We’re at war. Spiritual warfare sounds like a strange concept to many of us, believed only by some camps within Christianity, when it should be believed by all of us. It’s the normal Christian life.
When we started to think about planting a church, a friend told us, “You’re going to go through more spiritual warfare in one year of church planting than in ten years of pastoral ministry.”
I didn’t have categories for what he said, but it seemed like the kind of thing that could be true. I made a mental note but didn’t think much about it.
We began the process of planting a church. Sure enough, we encountered more hardship in the first year than ever before in our lives. I don’t know for sure how much of it was spiritual attack, but it sure felt like it.

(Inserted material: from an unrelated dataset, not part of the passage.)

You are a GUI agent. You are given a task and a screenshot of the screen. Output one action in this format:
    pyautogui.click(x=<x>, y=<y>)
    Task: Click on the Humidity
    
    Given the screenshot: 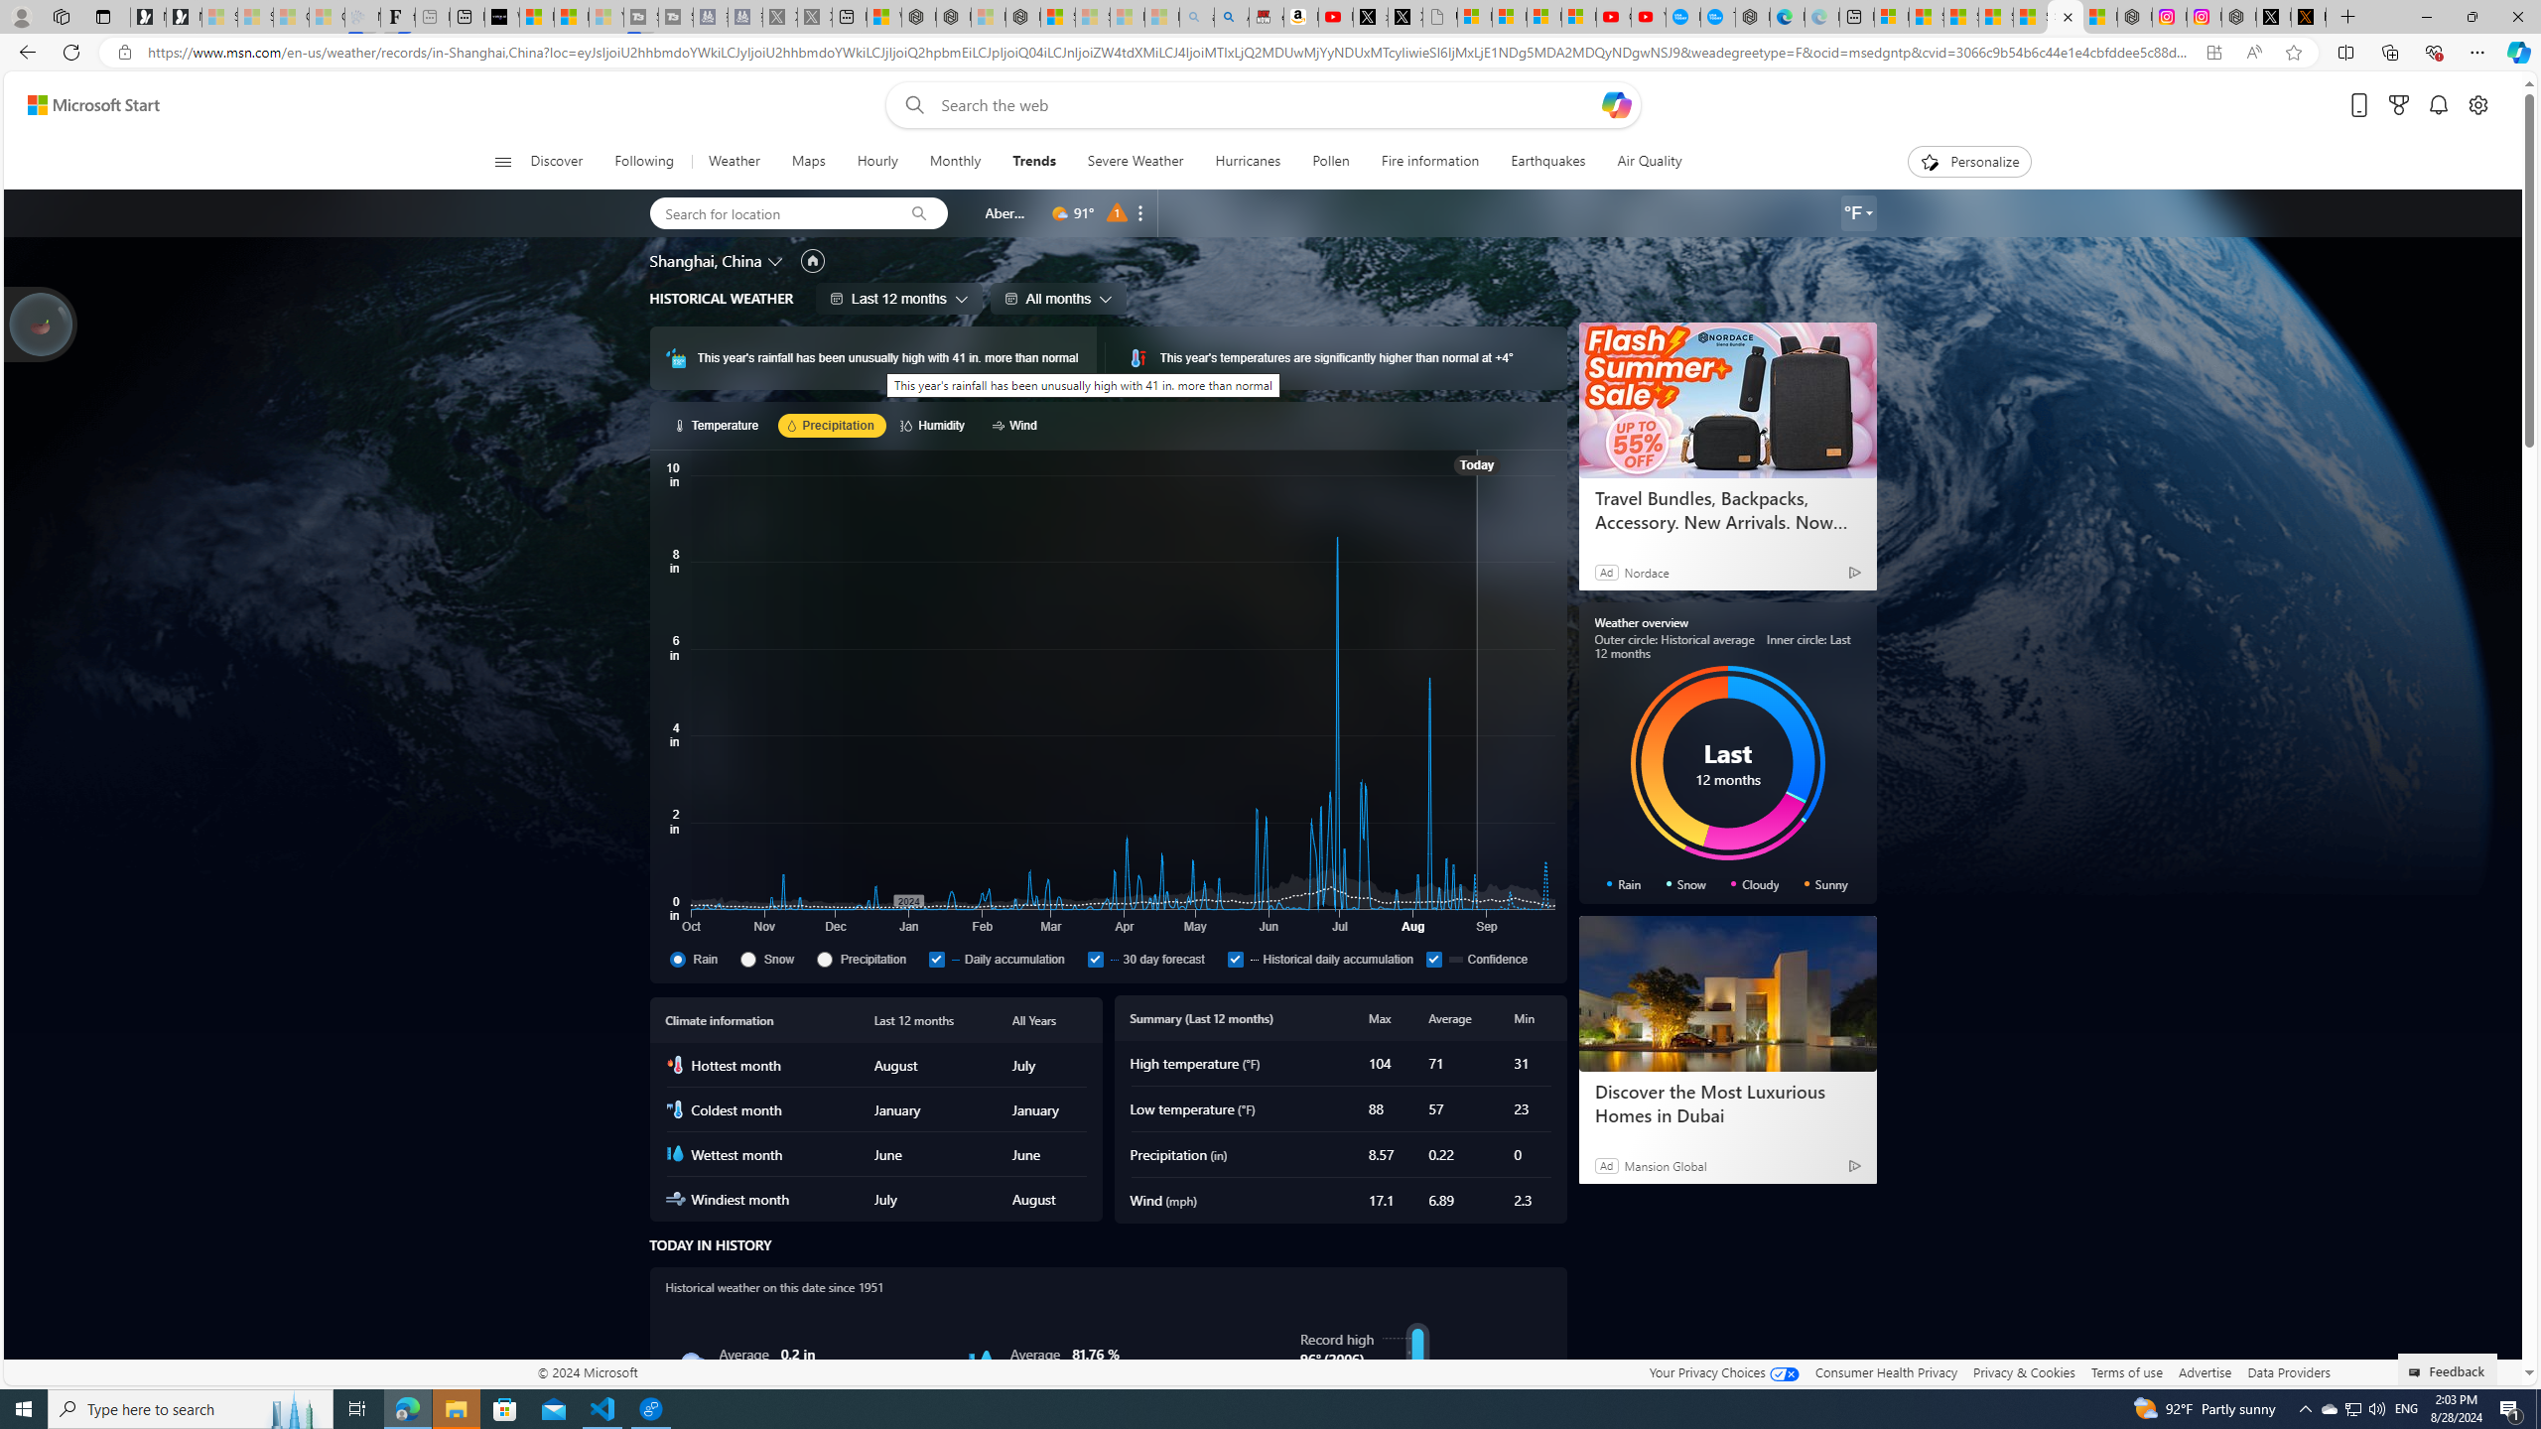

I could relate to what Paul wrote: “For we were so utterly burdened beyond our strength that we despaired of life itself” (2 Corinthians 1:8).
The Normal Christian Life
One day that year I came across a quote from C.H. Spurgeon: “When you sleep, think that you are resting on the battlefield; when you walk, suspect an ambush in every hedge.”
We’re at war. Spiritual warfare sounds like a strange concept to many of us, believed only by some camps within Christianity, when it should be believed by all of us. It’s the normal Christian life.
“Share in suffering as a good soldier of Christ Jesus,” writes Paul (2 Timothy 2:3). “Put on the whole armor of God, that you may be able to stand against the schemes of the devil,” he says to the church in Ephesus (Ephesians 6:11).